Tuesday, July 18, 2006

John "Buck" O'Neil Will Be an All-Star [J. Mark English]

KANSAS CITY, Kan. (AP) - John Jordan "Buck" O'Neil never got a free pass in life.
The grandson of a man brought to this continent as a slave, O'Neil moved to Kansas City to avoid racial persecution in the Deep South and played baseball during an era of segregation.
It figures that on Tuesday night, when the 94-year-old steps into the batter's box during a minor league all-star game, nobody will quibble over an intentional walk.
Except maybe O'Neil.
"I just might take a swing at one," he said before Tuesday night's Northern League event.
The Kansas City T-Bones signed O'Neil to a one-day contract, likely making him the oldest professional baseball player. He would surpass 83-year-old Jim Eriotes, who struck out in a minor league game in South Dakota earlier this month, by more than a decade.
"I imagine the bat's a little heavier than that club I've been swinging," said O'Neil, who maintains he can still shoot his age in golf. "It's been a long time since I've picked up a bat."
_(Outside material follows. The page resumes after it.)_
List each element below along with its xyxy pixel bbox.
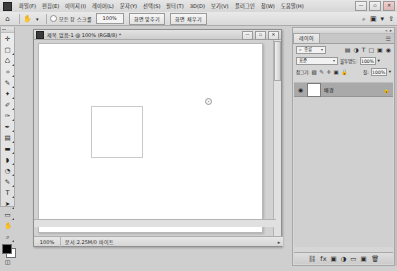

Nobody disputes that O'Neil's involvement in the game borders on a gimmick. But his supporters hope it also provides a boost in their quest to get him into Cooperstown.
In May, a special 12-member panel did not choose O'Neil for the Hall of Fame, though it did vote in 17 people from the Negro Leagues and pre-Negro Leagues eras.
On a day that was to be his crowning achievement, O'Neil quietly sat at the Negro Leagues Baseball Museum in Kansas City, Mo., and accepted that his name wasn't called.
"It was a roller coaster for everybody except him," said Bob Kendrick, the museum's director of marketing. "Certainly he was disappointed. But he taught us how to handle disappointment. In the scope of things that have happened in his life, not getting into the Hall pales in comparison."
Since the ballot was cast, the T-Bones have become the unofficial champions of Buck O'Neil.
General Manager Rick Montean said the club has been passing petitions through the stands at all home games, asking commissioner Bud Selig or former commissioner Fay Vincent to intervene.
Team owner John Ehlert then suggested O'Neil actually play in the league's all-star game. The plan is to allow him one at-bat for each team, intentionally walking each time.
"The Negro Leagues were the original independent baseball," Ehlert said. "And Buck O'Neil is the patriarch of independent baseball."
A lifetime .288 hitter and two-time Negro League batting champion, O'Neil became major league baseball's first black coach with the Chicago Cubs. He went on to discover Hall of Famer Lou Brock and countless others as a scout, and now works tirelessly with Kendrick to keep alive the story of the Negro Leagues.
His exclusion from the Hall of Fame caught nearly everybody by surprise. Players including Hank Aaron, Ernie Banks and Brock took aim at the selection process, and Rep. Emanuel Cleaver, D-Kansas City, said the vote had left "a community in tears."
"He should be celebrated in baseball," said Kansas City T-Bones manager Al Gallagher, a former San Francisco Giants pitcher who met O'Neil in the late 1960s. "Why the commissioner hasn't put him in the Hall of Fame, I have no idea."